New York Governor Kathy Hochul announced the launch of a 10-year gambling study this week, and the timing is not coincidental. The state is in the middle of the most consequential expansion of gambling in its history — three full-scale casinos licensed for the New York City area, a potential online casino bill on the table, and mobile sports betting revenue that exceeded $2 billion in operator gross gaming revenue in 2024 alone. The study is the state’s attempt to get ahead of the data before the full effects of that expansion become undeniable.
What the Study Actually Is
The New York State Office of Addiction Services and Supports, known as OASAS, is administering and overseeing the decade-long gambling survey. A random sample of New Yorkers aged 18 or older will be contacted to participate. The survey — officially called the New York State Well-Being and Life Survey — will run on a two-year cycle, meaning data will be collected and published repeatedly over the course of the decade rather than as a single snapshot.
The stated goals are to gauge the prevalence of problem gambling across the state, assess community awareness of gambling-related risks, and use that data to direct prevention, treatment, harm reduction, and recovery services where they are most needed. OASAS Commissioner Dr. Chinazo Cunningham called the effort proactive, noting that as gambling opportunities expand in New York, the state needs to be ahead of where additional services may be necessary.

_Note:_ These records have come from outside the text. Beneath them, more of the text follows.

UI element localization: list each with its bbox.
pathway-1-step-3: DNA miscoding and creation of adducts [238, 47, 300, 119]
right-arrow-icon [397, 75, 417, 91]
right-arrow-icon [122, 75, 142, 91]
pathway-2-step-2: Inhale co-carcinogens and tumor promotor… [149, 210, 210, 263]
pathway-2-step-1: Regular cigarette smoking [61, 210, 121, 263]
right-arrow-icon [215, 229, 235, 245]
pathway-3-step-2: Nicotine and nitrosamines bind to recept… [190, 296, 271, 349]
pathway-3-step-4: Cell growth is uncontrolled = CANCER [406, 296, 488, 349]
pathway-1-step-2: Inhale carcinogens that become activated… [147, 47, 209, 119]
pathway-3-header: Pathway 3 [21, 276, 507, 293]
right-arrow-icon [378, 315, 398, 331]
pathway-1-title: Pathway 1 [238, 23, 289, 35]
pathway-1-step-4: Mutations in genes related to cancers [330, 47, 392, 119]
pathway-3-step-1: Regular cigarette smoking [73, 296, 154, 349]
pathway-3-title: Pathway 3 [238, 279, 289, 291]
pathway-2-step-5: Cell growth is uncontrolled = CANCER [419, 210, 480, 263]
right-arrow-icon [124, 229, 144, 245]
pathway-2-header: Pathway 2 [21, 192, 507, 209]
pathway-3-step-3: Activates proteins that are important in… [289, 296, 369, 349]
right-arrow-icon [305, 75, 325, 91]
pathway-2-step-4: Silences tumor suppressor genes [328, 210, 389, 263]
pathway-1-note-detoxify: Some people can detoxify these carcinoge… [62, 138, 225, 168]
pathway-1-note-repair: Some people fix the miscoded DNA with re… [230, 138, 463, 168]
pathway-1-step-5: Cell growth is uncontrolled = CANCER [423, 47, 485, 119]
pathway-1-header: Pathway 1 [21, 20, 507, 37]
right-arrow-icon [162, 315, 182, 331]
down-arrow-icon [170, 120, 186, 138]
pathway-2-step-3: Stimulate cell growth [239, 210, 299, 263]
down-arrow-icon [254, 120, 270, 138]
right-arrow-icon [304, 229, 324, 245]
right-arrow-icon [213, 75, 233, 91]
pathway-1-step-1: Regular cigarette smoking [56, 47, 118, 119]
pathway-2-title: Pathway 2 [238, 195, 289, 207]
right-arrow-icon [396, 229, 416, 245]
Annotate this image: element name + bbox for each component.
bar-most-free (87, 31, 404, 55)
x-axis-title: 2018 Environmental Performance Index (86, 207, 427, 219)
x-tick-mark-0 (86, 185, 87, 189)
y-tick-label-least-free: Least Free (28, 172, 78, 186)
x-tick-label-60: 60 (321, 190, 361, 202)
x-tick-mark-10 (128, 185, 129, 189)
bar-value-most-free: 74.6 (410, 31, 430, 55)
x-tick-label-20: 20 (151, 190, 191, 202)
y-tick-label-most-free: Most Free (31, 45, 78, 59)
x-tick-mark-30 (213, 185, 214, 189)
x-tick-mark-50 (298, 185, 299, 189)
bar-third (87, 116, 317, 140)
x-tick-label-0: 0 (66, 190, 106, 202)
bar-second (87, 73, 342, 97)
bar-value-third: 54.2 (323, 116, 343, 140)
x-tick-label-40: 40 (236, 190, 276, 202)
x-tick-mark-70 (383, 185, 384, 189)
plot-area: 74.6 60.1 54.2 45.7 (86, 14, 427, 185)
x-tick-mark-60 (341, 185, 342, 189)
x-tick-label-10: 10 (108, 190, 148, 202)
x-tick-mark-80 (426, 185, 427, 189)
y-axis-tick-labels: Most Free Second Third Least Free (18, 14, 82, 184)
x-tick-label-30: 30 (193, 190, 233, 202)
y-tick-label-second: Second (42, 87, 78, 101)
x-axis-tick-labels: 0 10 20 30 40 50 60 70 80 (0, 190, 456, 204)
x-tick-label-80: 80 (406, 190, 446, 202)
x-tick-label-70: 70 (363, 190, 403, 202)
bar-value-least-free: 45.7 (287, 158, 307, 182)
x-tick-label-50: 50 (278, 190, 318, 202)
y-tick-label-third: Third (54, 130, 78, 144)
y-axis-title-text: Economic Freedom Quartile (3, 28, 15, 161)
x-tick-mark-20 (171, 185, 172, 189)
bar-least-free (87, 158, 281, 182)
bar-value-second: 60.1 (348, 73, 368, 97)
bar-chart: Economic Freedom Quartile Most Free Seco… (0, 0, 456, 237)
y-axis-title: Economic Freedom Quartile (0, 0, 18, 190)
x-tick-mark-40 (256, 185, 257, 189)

New York already runs one of the most data-rich gambling oversight regimes in the country. The Gaming Commission and OASAS produce annual reports on the impact of mobile sports wagering on problem gamblers, a requirement under state law. In 2024, New Yorkers wagered more than $22.5 billion on mobile sports betting across 1.7 billion transactions, averaging $4,329 wagered per account. The HOPEline — the state’s gambling harm helpline — received 3,064 calls in 2024, up 30.7% since 2020. The new 10-year study is designed to add a population-level prevalence layer on top of that existing infrastructure.
The Casino Expansion Context
The study is launching as the three newly licensed New York City casinos are being built. In December 2025, the New York State Gaming Commission granted final approvals to three projects: Resorts World NYC at the Aqueduct site in Queens, Bally’s Bronx near Ferry Point Park, and Metropolitan Park at Citi Field, the $8.1 billion Hard Rock development backed by Mets owner Steve Cohen. Resorts World NYC is expected to be the first to open expanded full-casino operations, while Bally’s and Metropolitan Park are both targeting 2030 openings.
Those three projects are projected to generate approximately $7 billion in gambling tax revenues for the state between 2027 and 2036. The New York Sportsbooks page on our site has background on the current legal betting landscape if you want context on how the existing mobile market fits into this larger picture.
With that much revenue on the line — and that much new gambling infrastructure coming online — the political and public health dynamics around player protections are heating up quickly. Alongside the 10-year study announcement, the New York State Assembly’s Racing and Wagering Committee advanced Assembly Bill 9146, which would prohibit gambling companies from recommending addiction treatment services that are not credentialed by OASAS, not located in New York, and not free of charge. Currently, operators can recommend services like Kindbridge Behavioral Health, which sportsbooks including DraftKings have promoted to users. If passed, that bill would funnel all problem gambling referrals through the state agency exclusively.
What It Means for Players
For players, the practical implications are layered. In the near term, the study itself does not change anything about how you place bets or what protections are available to you. What it does is establish a factual baseline — a measured prevalence rate of problem gambling in New York at a specific moment in time — against which future expansions will be evaluated. That matters because the debate about online casino legalization in New York, which could generate an estimated $2.5 billion in operator revenue in its first year and as much as $4.5 billion at maturity, will likely be fought partly on the basis of what the gambling harm data shows.
If the study data shows that problem gambling rates have held relatively stable through the mobile sports betting era — as some research suggests has been the case in other expanded markets — that would likely support the argument for further expansion. If the data shows measurable harm at scale, expect policymakers to push harder for deposit limits, mandatory cooling-off periods, stricter marketing rules, and other structural protections before iGaming is authorized.
New York already has some of the most developed responsible gambling infrastructure of any state, including a voluntary self-exclusion program that covers all legal gambling statewide and expanded Medicaid reimbursement for gambling disorder treatment. The 10-year study is meant to tell the state whether that infrastructure is working, and for whom. The data will be published over time, and those results will inform everything from which operators get favorable regulatory treatment to what the tax framework looks like for any future casino or iGaming licenses. If you play in New York, this is the policy process that shapes your experience — both the options available to you and the guardrails that come with them.